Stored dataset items
####################

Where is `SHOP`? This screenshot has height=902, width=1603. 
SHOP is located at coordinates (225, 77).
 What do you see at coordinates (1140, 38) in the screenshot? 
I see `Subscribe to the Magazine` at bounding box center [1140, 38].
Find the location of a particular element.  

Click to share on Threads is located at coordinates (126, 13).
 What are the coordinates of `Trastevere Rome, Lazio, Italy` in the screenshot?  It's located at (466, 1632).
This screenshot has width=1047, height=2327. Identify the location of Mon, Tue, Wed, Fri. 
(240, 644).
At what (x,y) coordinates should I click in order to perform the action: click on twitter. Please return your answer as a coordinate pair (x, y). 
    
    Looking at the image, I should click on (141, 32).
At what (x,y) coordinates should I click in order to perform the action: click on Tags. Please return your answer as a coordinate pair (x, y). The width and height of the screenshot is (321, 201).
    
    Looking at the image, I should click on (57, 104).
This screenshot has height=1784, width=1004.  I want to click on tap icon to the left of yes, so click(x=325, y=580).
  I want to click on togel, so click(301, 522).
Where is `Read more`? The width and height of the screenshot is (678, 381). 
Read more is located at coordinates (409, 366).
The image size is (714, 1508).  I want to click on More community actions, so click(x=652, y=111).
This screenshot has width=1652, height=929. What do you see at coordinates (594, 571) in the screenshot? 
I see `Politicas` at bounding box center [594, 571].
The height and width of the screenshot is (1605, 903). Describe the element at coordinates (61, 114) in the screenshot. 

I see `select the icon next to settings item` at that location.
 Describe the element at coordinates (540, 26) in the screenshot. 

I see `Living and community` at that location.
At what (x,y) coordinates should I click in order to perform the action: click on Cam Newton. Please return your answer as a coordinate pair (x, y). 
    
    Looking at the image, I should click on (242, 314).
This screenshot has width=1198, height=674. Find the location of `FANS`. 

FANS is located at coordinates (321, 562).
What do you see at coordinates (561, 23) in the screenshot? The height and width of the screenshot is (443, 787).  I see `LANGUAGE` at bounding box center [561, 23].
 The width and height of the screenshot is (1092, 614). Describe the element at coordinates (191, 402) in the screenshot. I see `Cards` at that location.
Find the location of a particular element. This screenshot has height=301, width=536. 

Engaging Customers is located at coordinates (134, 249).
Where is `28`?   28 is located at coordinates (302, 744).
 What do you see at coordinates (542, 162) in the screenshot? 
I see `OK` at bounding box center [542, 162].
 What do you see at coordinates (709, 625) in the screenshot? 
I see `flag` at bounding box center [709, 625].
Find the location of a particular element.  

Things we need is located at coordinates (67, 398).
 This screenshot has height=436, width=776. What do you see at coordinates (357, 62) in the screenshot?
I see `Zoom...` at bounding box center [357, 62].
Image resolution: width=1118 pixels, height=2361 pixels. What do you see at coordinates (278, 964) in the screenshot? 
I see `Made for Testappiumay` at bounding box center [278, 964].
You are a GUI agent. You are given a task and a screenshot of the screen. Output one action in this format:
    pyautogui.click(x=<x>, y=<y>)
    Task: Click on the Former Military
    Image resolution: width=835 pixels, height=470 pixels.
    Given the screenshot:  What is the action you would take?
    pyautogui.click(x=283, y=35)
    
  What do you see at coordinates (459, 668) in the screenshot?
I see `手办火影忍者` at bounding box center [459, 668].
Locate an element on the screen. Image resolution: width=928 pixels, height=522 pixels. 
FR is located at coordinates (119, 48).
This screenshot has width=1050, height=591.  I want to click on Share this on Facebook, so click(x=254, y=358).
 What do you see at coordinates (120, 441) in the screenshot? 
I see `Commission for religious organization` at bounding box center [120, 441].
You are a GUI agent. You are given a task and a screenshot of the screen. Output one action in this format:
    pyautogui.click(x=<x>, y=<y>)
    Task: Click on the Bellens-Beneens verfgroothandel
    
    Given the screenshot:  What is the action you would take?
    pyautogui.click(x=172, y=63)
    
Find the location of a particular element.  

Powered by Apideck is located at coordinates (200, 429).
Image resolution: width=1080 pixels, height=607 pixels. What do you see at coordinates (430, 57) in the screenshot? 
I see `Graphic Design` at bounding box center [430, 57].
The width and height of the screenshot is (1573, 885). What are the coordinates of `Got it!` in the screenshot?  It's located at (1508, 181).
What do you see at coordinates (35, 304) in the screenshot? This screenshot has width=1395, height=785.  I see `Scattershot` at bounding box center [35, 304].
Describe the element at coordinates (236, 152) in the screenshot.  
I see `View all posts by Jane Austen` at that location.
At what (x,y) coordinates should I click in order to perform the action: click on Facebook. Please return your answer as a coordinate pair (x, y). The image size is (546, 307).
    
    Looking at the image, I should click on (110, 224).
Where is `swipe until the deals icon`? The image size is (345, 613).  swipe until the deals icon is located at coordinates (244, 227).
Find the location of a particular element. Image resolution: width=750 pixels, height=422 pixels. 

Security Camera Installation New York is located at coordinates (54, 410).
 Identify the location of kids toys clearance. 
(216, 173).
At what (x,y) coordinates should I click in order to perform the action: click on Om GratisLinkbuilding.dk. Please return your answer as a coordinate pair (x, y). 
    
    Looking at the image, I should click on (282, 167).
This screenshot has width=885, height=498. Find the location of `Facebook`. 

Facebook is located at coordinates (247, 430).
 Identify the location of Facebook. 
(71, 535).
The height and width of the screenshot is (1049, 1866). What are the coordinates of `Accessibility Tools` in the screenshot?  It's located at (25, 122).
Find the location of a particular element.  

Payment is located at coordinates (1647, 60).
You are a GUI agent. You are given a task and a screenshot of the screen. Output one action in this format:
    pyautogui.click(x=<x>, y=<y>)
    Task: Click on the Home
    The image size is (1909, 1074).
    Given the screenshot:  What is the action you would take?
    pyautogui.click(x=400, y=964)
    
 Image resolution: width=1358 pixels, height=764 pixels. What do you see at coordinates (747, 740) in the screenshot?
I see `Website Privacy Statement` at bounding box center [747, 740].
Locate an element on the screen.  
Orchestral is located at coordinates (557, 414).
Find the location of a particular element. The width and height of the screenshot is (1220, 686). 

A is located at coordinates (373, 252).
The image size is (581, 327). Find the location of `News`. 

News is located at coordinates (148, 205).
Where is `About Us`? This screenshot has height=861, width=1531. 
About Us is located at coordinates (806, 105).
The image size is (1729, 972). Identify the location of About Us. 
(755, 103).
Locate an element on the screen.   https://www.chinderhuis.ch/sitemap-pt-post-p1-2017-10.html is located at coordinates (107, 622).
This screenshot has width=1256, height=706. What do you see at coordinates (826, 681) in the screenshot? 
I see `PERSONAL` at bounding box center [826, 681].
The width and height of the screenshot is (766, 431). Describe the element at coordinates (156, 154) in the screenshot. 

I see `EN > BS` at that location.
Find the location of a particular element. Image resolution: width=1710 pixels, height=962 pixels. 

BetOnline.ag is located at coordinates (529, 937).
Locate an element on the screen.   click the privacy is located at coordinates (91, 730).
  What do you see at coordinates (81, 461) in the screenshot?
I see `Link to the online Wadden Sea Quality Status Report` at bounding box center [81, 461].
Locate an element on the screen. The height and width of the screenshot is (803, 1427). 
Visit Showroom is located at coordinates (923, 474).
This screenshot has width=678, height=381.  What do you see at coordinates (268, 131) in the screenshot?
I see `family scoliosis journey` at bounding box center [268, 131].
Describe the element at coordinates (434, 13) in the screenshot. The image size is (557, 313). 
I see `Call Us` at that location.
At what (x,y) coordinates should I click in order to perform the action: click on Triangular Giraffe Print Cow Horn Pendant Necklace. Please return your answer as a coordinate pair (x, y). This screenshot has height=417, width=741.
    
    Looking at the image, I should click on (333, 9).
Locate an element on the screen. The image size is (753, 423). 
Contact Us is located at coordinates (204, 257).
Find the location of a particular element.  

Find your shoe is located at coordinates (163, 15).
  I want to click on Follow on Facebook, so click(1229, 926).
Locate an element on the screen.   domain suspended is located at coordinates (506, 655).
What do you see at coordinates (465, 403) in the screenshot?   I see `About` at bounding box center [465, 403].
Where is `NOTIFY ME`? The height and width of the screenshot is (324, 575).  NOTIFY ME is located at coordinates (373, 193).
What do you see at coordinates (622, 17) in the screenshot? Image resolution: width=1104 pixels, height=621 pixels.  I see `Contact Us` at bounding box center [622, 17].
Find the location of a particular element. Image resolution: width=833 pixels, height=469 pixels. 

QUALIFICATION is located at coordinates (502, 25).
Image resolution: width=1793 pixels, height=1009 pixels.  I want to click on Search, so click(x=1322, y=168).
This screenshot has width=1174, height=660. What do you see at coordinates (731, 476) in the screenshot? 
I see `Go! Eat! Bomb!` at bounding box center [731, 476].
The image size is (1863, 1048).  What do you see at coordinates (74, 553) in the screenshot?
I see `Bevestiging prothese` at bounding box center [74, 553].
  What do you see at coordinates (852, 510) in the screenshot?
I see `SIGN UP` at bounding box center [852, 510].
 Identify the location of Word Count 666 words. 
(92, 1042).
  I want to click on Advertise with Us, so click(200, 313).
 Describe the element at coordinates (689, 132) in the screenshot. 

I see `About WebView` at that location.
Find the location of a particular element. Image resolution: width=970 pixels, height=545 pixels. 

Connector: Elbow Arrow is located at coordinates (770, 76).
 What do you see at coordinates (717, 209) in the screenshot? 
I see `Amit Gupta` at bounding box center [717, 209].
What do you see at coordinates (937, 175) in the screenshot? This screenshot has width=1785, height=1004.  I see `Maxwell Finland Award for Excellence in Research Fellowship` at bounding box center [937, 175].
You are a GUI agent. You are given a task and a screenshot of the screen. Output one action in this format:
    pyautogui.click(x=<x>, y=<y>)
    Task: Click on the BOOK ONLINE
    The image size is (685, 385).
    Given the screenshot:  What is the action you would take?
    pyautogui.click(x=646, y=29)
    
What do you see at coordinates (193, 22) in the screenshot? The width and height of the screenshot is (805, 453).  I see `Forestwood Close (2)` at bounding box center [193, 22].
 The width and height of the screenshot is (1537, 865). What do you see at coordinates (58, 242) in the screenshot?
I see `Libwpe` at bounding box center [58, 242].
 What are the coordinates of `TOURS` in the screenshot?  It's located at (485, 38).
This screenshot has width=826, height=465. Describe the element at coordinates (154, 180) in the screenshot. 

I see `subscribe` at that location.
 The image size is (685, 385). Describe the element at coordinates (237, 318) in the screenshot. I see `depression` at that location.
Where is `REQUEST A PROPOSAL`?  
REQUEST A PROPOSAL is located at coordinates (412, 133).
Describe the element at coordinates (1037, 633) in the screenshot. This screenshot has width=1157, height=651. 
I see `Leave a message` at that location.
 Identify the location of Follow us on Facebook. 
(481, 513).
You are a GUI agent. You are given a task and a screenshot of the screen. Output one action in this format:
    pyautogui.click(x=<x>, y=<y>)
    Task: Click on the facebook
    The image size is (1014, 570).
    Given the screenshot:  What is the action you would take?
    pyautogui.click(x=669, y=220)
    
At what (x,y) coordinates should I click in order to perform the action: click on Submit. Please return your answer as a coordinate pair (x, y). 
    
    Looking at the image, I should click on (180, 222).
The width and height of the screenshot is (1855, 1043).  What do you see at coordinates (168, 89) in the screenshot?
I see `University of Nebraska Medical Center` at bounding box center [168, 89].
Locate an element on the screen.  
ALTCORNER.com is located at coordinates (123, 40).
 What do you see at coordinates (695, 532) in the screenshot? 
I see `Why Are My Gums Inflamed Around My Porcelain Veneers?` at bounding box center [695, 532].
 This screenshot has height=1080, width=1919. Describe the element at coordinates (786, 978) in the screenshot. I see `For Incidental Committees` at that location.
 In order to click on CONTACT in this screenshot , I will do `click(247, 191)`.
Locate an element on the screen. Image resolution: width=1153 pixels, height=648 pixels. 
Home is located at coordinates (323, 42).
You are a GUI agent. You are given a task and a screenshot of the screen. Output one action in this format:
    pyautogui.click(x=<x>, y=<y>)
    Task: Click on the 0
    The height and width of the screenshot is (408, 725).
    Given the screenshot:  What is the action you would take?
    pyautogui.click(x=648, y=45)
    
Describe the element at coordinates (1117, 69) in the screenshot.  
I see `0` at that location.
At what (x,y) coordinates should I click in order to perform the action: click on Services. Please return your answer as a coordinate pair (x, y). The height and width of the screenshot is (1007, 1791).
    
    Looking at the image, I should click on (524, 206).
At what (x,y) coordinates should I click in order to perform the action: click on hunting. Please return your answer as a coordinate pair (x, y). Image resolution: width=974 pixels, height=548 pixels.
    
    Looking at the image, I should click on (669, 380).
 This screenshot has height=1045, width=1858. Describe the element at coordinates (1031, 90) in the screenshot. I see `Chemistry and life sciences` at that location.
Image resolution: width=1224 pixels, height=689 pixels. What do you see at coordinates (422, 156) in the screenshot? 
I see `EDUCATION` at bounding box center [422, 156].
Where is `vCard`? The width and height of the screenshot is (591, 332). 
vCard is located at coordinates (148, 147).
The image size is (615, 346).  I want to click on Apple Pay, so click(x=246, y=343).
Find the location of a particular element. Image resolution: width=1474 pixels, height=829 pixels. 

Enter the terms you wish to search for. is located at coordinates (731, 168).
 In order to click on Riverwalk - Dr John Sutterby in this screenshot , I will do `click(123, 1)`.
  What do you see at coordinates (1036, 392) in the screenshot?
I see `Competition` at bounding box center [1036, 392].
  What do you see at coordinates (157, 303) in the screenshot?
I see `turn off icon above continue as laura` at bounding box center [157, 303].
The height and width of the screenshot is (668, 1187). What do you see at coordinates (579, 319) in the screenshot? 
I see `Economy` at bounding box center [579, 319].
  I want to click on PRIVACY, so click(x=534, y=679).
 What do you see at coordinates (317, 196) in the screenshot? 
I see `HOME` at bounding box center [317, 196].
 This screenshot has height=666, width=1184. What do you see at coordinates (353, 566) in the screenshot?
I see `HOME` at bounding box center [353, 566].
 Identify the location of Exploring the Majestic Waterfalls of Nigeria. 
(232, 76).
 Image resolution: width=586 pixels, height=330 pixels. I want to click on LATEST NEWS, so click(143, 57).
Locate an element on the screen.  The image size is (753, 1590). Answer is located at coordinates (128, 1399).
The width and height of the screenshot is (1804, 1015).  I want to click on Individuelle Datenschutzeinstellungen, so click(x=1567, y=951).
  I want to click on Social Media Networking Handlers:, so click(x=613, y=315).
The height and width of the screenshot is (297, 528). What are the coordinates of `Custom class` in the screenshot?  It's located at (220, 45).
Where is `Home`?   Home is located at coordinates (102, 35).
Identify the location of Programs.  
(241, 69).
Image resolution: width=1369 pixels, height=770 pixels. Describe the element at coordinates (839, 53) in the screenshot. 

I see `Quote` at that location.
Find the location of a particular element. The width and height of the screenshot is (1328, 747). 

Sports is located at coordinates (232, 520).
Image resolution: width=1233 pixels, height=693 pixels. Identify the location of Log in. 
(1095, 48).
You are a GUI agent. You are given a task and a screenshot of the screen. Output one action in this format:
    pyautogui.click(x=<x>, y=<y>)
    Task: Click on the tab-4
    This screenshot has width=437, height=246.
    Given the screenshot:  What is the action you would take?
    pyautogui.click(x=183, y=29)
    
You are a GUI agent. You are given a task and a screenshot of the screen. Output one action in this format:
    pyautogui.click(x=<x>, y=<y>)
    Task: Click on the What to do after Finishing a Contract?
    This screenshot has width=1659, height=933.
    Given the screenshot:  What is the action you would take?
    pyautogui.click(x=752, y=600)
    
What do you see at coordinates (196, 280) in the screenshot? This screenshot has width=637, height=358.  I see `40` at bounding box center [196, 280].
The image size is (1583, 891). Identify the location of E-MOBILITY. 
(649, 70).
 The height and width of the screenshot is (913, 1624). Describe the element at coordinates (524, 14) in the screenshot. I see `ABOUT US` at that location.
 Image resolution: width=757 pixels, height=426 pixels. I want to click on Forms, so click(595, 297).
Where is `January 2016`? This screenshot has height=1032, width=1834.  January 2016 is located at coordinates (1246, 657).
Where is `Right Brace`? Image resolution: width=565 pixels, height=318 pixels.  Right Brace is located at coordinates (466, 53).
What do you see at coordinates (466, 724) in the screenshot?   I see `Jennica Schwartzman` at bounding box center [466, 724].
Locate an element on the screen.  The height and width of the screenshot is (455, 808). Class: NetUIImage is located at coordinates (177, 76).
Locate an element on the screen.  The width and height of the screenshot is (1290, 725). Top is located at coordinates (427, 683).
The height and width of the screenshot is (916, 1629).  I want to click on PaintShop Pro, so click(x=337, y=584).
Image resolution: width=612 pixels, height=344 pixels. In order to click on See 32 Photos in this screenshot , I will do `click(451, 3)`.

####################

The response should be the lines from the one containing "The height and width of the screenshot is (916, 1629)." through the last line of the data, set down exactly and with no other line.

Written solution
The height and width of the screenshot is (916, 1629).  I want to click on PaintShop Pro, so click(x=337, y=584).
Image resolution: width=612 pixels, height=344 pixels. In order to click on See 32 Photos in this screenshot , I will do `click(451, 3)`.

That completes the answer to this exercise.